Chris Christie's one problem: Conservatives hate him

The New Jersey governor leads a poll he probably wishes he didn't: Republicans' least favorite candidate

Published August 8, 2013 12:31PM (EDT)

New Jersey Gov. Chris Christie              (Reuters/Lucas Jackson)
New Jersey Gov. Chris Christie (Reuters/Lucas Jackson)

Chris Christie is probably running for president in 2016. He is probably one of the "favorites." The donor class loves him so much they begged him to enter the race in 2012. He is cruising to an easy reelection in a very blue state with the support of a surprising number of Democratic donors. Despite the apparent cross-partisan appeal, he has also been a right-wing folk hero, primarily for his "viral" videos in which he yelled at government employees. Christie polls well in New Hampshire, and leads nationally in some polls. There is just one small problem, though: He is already the candidate Republican voters hate the most.

That's what Rasmussen's latest poll says. Twenty-one percent of Republicans nationwide say they'd vote for Christie to be their nominee in 2016. But when asked who they least wanted to be the nominee, 31 percent of Republicans said Christie. Hillary Clinton has a similar problem among Democrats, but her yeses at least outweigh her negatives. How did this happen to Christie, exactly? The simple answer is that he's too good at what he does, and what he does is hide his conservatism behind a mask of reasonableness.

One (particularly vile) segment of the right hates him for one of Christie's unambiguously admirable acts: standing up to virulent Islamophobia. Unfortunately, virulent Islamophobia is very, very popular on the right, tolerated at the highest levels and encouraged by even the most respectable media outlets of the conservative movement. Mitt Romney counted John Bolton, ally of raving anti-Muslim loons Pamela Geller and Robert Spencer, as a "foreign policy adviser. "Shariah law" hysteria has taken hold at Republican-run legislatures across the nation. These people are prepared to go to war to prevent Christie from being the nominee. They will (and have) essentially call him a terrorist sympathizer.

Daniel Pipes and Steve Emerson wrote of "Chris Christie's Islam Problem" in the National Review. The odious Robert Spencer declared Christie "a foursquare tool of jihadists and Islamic supremacists."

Christie does have some cover: The neoconservatives, including some marginally less-extreme Islamophobes, have adopted him and are instructing him in the ways of their ultra-hawkish foreign policy. The Washington Post's Jennifer Rubin rather suddenly likes him a great deal. This is the source of the entire Christie/Paul fight.

But naked Islamophobia is populist in a way that neoconservative interventionism decidedly isn't. A sort of generalized paranoia about Muslims in general -- and a desire to keep them out of the United States -- is broadly popular among scared old white conservatives. Actual wars, though, even conservatives are tired of. As the 2012 race began, polls showed conservatives and Republicans feeling much less excited about interventionism than they were during the Bush years. Forty-five percent of Republicans said the U.S. should "mind its own business internationally." So Christie wins no points from conservatives for sounding like Bill Kristol, and loses points for not sounding like Geert Wilders.

Similarly, the right has not forgotten Chris Christie's post-hurricane embrace of President Obama. The words "Benedict Arnold" have been thrown around. Conservative commentators of varying prominence explicitly blamed Christie for Obama's reelection. That sort of talk largely came from the less "respectable" voices of the conservative movement, but the conservative base hates and distrusts anything "respectable." Dick Morris may be a fool, but he's a fool with a massive audience that does not know he's a fool.

The ironic thing about this conservative distrust is that Christie actually would be a very conservative president. He's an antiabortion and anti-gay marriage staunch Catholic who believes in low taxes and no regulations and all the rest of the important, eternally unchanging policies on the checklist. Christie's branding is designed to make him attractive to moderates in the Northeast -- this is how the press fell in love with him, obviously -- but it's just that: branding. On the issues, he's a man solidly of the right.

So, like Jon Huntsman before him, Christie blinds both conservatives and center-lefties to how conservative he actually is. That didn't work out so well for Jon Huntsman.

Mitt Romney, it's true, was not particularly beloved by the Republican base. But none of his primary opponents were remotely serious enough to deny him the nomination, especially with his massive organizational and financial advantages. In 2016, Christie will probably have to contend with less ridiculous opponents, with stronger support.

Nate Cohn, who is much smarter than I am, "says it is surprisingly easy to envision Christie winning the nomination." That's still true: All the money people do love him a lot. But if the divide between what the money people in the conservative movement want, and what the raging base wants, grows between now and 2016, Christie will find himself on the side with far fewer Republican primary voters.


YOUR INSTRUCTIONS :: Once the pictures are set aside, transcribe each line of the listing exactly.

EXTRACTED RECORDS ::

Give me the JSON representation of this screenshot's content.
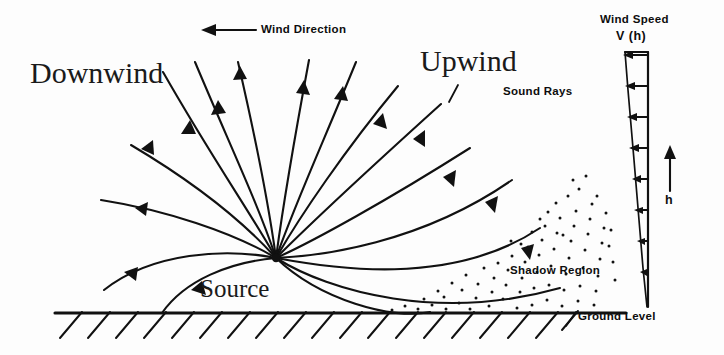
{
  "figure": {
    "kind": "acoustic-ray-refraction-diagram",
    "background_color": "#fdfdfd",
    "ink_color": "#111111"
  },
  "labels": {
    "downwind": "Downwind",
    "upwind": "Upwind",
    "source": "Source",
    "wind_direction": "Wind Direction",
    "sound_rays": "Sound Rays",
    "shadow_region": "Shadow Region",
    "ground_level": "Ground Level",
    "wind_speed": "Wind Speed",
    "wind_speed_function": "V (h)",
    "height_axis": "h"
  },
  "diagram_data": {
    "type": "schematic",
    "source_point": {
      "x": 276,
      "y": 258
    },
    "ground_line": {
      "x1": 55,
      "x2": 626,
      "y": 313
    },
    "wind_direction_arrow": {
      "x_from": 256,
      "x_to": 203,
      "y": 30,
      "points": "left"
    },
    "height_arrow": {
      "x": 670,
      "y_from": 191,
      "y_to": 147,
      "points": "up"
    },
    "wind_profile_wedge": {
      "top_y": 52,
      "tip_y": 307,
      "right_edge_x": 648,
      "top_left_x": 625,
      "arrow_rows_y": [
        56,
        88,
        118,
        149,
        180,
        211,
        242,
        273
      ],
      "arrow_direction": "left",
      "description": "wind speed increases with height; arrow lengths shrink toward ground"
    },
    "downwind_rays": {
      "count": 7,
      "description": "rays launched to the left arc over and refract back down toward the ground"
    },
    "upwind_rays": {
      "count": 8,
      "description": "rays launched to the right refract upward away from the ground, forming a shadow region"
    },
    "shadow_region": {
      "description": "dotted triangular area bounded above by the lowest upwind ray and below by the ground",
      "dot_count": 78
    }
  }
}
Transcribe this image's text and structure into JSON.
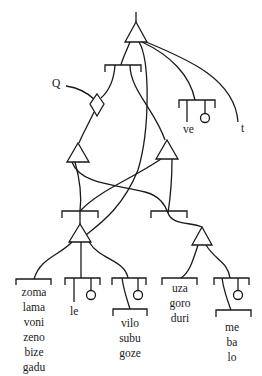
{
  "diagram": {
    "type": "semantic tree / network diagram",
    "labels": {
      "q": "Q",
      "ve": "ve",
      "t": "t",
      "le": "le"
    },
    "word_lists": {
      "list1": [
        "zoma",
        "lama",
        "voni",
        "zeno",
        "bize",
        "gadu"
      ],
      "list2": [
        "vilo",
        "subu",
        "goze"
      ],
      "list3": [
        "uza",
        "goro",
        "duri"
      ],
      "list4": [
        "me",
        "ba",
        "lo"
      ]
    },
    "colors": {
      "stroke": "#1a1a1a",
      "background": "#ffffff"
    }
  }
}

EXERCISE RESPONSE ::
Give me the JSON representation of this screenshot's content.
{
  "figure": {
    "kind": "acoustic-ray-refraction-diagram",
    "background_color": "#fdfdfd",
    "ink_color": "#111111"
  },
  "labels": {
    "downwind": "Downwind",
    "upwind": "Upwind",
    "source": "Source",
    "wind_direction": "Wind Direction",
    "sound_rays": "Sound Rays",
    "shadow_region": "Shadow Region",
    "ground_level": "Ground Level",
    "wind_speed": "Wind Speed",
    "wind_speed_function": "V (h)",
    "height_axis": "h"
  },
  "diagram_data": {
    "type": "schematic",
    "source_point": {
      "x": 276,
      "y": 258
    },
    "ground_line": {
      "x1": 55,
      "x2": 626,
      "y": 313
    },
    "wind_direction_arrow": {
      "x_from": 256,
      "x_to": 203,
      "y": 30,
      "points": "left"
    },
    "height_arrow": {
      "x": 670,
      "y_from": 191,
      "y_to": 147,
      "points": "up"
    },
    "wind_profile_wedge": {
      "top_y": 52,
      "tip_y": 307,
      "right_edge_x": 648,
      "top_left_x": 625,
      "arrow_rows_y": [
        56,
        88,
        118,
        149,
        180,
        211,
        242,
        273
      ],
      "arrow_direction": "left",
      "description": "wind speed increases with height; arrow lengths shrink toward ground"
    },
    "downwind_rays": {
      "count": 7,
      "description": "rays launched to the left arc over and refract back down toward the ground"
    },
    "upwind_rays": {
      "count": 8,
      "description": "rays launched to the right refract upward away from the ground, forming a shadow region"
    },
    "shadow_region": {
      "description": "dotted triangular area bounded above by the lowest upwind ray and below by the ground",
      "dot_count": 78
    }
  }
}
Transcribe this image's text and structure into JSON.
{
  "diagram": {
    "type": "semantic tree / network diagram",
    "labels": {
      "q": "Q",
      "ve": "ve",
      "t": "t",
      "le": "le"
    },
    "word_lists": {
      "list1": [
        "zoma",
        "lama",
        "voni",
        "zeno",
        "bize",
        "gadu"
      ],
      "list2": [
        "vilo",
        "subu",
        "goze"
      ],
      "list3": [
        "uza",
        "goro",
        "duri"
      ],
      "list4": [
        "me",
        "ba",
        "lo"
      ]
    },
    "colors": {
      "stroke": "#1a1a1a",
      "background": "#ffffff"
    }
  }
}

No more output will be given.